The pharmaceutical and biotechnology industries develop, produce, and market drugs and vaccines. Companies work within an ecosystem that includes academic institutions and substantial public funding which facilitates early discovery and research. The estimated costs of drug development vary according to products, with estimates ranging from USD$161 million to USD$2.6 billion. Estimates of cost can account for opportunity costs and the cost of research and development which doesn’t lead to viable products. It takes, on average, 10-12 years to develop a drug from initial discovery to availability on the market. The economic modelling upon which estimates are based relies on particular assumptions about the competitive and regulatory environments, which may change within the global context of COVID-19.

Regulatory and licensing bodies and approval processes for new drugs and medical products vary by country. In the UK, once a new drug has completed clinical trials, the approval process consists of two stages before the drug is made available on the NHS. The first stage of licensing provides assurance from the regulatory authority (the European Medicines Agency and/or the Medicines and Healthcare products Regulatory Agency) that the drug or vaccine is effective, and is sufficiently well-tolerated that the potential benefit to patients outweighs the risk, and meets manufacturing quality standards to the extent that it should be made available for use by clinicians. After licensing, the product is appraised by the relevant bodies, such as the National Institute for Health & Care Excellence or the Joint Committee on Vaccination and Immunisation, to ensure that it is a cost-effective treatment or vaccine to provide on the NHS.

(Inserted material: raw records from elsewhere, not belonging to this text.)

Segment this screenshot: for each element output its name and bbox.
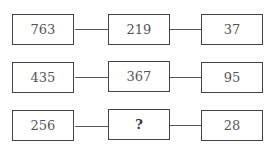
row1-connector-right xyxy=(170,29,202,30)
row1-left-box: 763 xyxy=(12,14,74,45)
row1-middle-box: 219 xyxy=(108,14,170,45)
row3-middle-box-unknown: ? xyxy=(108,109,170,140)
row2-left-box: 435 xyxy=(12,62,74,93)
row2-right-box: 95 xyxy=(201,62,263,93)
row2-connector-right xyxy=(170,77,202,78)
row3-right-box: 28 xyxy=(201,110,263,141)
row2-middle-box: 367 xyxy=(108,61,170,92)
row3-connector-right xyxy=(170,125,202,126)
row1-connector-left xyxy=(75,29,109,30)
row2-connector-left xyxy=(75,77,109,78)
row3-left-box: 256 xyxy=(12,110,74,141)
row3-connector-left xyxy=(75,126,109,127)
row1-right-box: 37 xyxy=(201,14,263,45)
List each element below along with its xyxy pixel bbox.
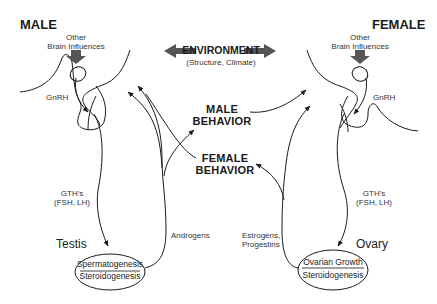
- male-brain-influences-label: Other Brain Influences: [44, 34, 108, 52]
- female-title: FEMALE: [372, 18, 425, 33]
- environment-sublabel: (Structure, Climate): [176, 59, 266, 68]
- male-title: MALE: [20, 18, 57, 33]
- androgens-arrow: [138, 86, 166, 268]
- male-brain-influences-arrow: [66, 50, 86, 64]
- female-gnrh-label: GnRH: [373, 94, 395, 103]
- male-hypothalamus-loop: [68, 64, 89, 84]
- estrogens-label: Estrogens, Progestins: [242, 232, 280, 250]
- male-behavior-line1: MALE: [192, 103, 252, 115]
- female-behavior-to-male-brain: [146, 94, 196, 158]
- female-brain-influences-arrow: [350, 50, 370, 64]
- male-gth-arrow: [94, 114, 108, 246]
- estrogens-line2: Progestins: [242, 241, 280, 250]
- androgens-label: Androgens: [171, 232, 210, 241]
- female-behavior-label: FEMALE BEHAVIOR: [193, 152, 257, 177]
- female-brain-influences-label: Other Brain Influences: [328, 34, 392, 52]
- male-behavior-to-female-brain: [250, 90, 306, 112]
- estrogens-to-female-behavior-arrow: [256, 164, 284, 200]
- neuroendocrine-behavior-diagram: MALE Other Brain Influences GnRH GTH's (…: [0, 0, 437, 304]
- testis-label: Testis: [56, 238, 87, 251]
- male-gth-line2: (FSH, LH): [52, 199, 92, 208]
- ovary-function-bottom: Steroidogenesis: [299, 271, 367, 281]
- environment-right-block-arrow-2: [265, 45, 275, 57]
- ovary-function-top: Ovarian Growth: [299, 258, 367, 268]
- male-brain-influences-line2: Brain Influences: [44, 43, 108, 52]
- female-brain-influences-line2: Brain Influences: [328, 43, 392, 52]
- female-gth-line2: (FSH, LH): [354, 199, 394, 208]
- testis-function-bottom: Steroidogenesis: [76, 272, 144, 282]
- female-gth-label: GTH's (FSH, LH): [354, 190, 394, 208]
- testis-function-top: Spermatogenesis: [76, 260, 144, 270]
- androgens-brain-branch: [128, 92, 162, 168]
- male-gth-label: GTH's (FSH, LH): [52, 190, 92, 208]
- female-brain-outline-left: [307, 50, 357, 128]
- ovary-label: Ovary: [356, 238, 388, 251]
- environment-label: ENVIRONMENT: [176, 45, 266, 57]
- female-behavior-line2: BEHAVIOR: [193, 164, 257, 176]
- female-hypothalamus-loop: [350, 64, 371, 84]
- male-gnrh-label: GnRH: [46, 94, 68, 103]
- male-behavior-line2: BEHAVIOR: [192, 115, 252, 127]
- male-behavior-label: MALE BEHAVIOR: [192, 103, 252, 128]
- female-gnrh-arrow: [354, 78, 367, 114]
- estrogens-arrow: [282, 106, 310, 268]
- female-behavior-line1: FEMALE: [193, 152, 257, 164]
- female-gth-arrow: [337, 114, 347, 246]
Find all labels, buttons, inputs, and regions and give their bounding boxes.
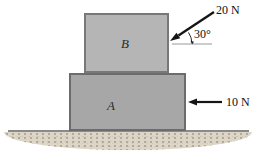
force-10n-label: 10 N — [226, 96, 250, 108]
force-20n-label: 20 N — [216, 4, 240, 16]
block-b-label: B — [121, 37, 129, 50]
stacked-blocks-force-diagram: B A 20 N 30° 10 N — [0, 0, 257, 154]
force-10n-arrowhead — [188, 99, 197, 106]
angle-30deg-label: 30° — [194, 28, 211, 40]
block-a-label: A — [107, 99, 115, 112]
force-arrows-layer — [0, 0, 257, 154]
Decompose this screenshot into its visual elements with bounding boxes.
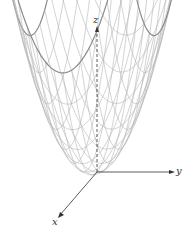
x-axis-label: x xyxy=(52,216,58,227)
y-axis-label: y xyxy=(176,165,182,176)
paraboloid-surface xyxy=(0,0,194,236)
paraboloid-diagram: z y x xyxy=(0,0,194,236)
z-axis-label: z xyxy=(93,14,98,25)
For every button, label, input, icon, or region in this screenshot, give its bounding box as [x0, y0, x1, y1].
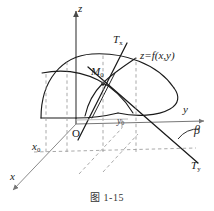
tangent-Ty-subscript: y [197, 165, 200, 172]
point-M0-label: M0 [91, 66, 104, 78]
point-M0-subscript: 0 [100, 71, 103, 78]
dashed-horizontal-base [34, 148, 196, 152]
origin-label: O [72, 128, 80, 139]
x-axis [13, 124, 76, 190]
surface-section-curves [42, 58, 136, 116]
tangent-Tx-label: Tx [113, 34, 123, 46]
dashed-parallel-x-2 [103, 134, 138, 172]
tangent-Tx-subscript: x [119, 39, 122, 46]
y-axis-label: y [183, 104, 188, 115]
surface-base-edge-near [76, 113, 118, 118]
tangent-line-Ty [88, 67, 198, 163]
x0-label: x0 [32, 141, 40, 153]
angle-beta-label: β [194, 124, 200, 136]
x-axis-label: x [10, 171, 15, 182]
x0-subscript: 0 [37, 146, 40, 153]
y0-subscript: 0 [121, 120, 124, 126]
tangent-Ty-label: Ty [191, 160, 201, 172]
partial-derivative-geometry-diagram [0, 0, 214, 211]
y0-label: y0 [117, 117, 124, 127]
figure-container: z y x O M0 x0 y0 Tx Ty β z=f(x,y) 图 1-15 [0, 0, 214, 211]
surface-equation-label: z=f(x,y) [140, 50, 175, 61]
figure-caption: 图 1-15 [0, 193, 214, 203]
point-M0-letter: M [91, 65, 100, 77]
y-axis [76, 121, 204, 124]
z-axis-label: z [78, 3, 82, 14]
coordinate-axes [13, 11, 204, 190]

Drugs can be patented to offer revenue protection to companies for the length of the patent, to enable them to recoup the cost of research and development and reward economic risk. Patents can last up to 20 or exceptionally 25 years. Most drugs are often patented before being placed on the market, so the revenue life of the drug is usually shorter than the patent length. Patents are issued nationally, which means that drugs may be patented in one country but not in another. Drugs are priced and made available at differing costs across markets.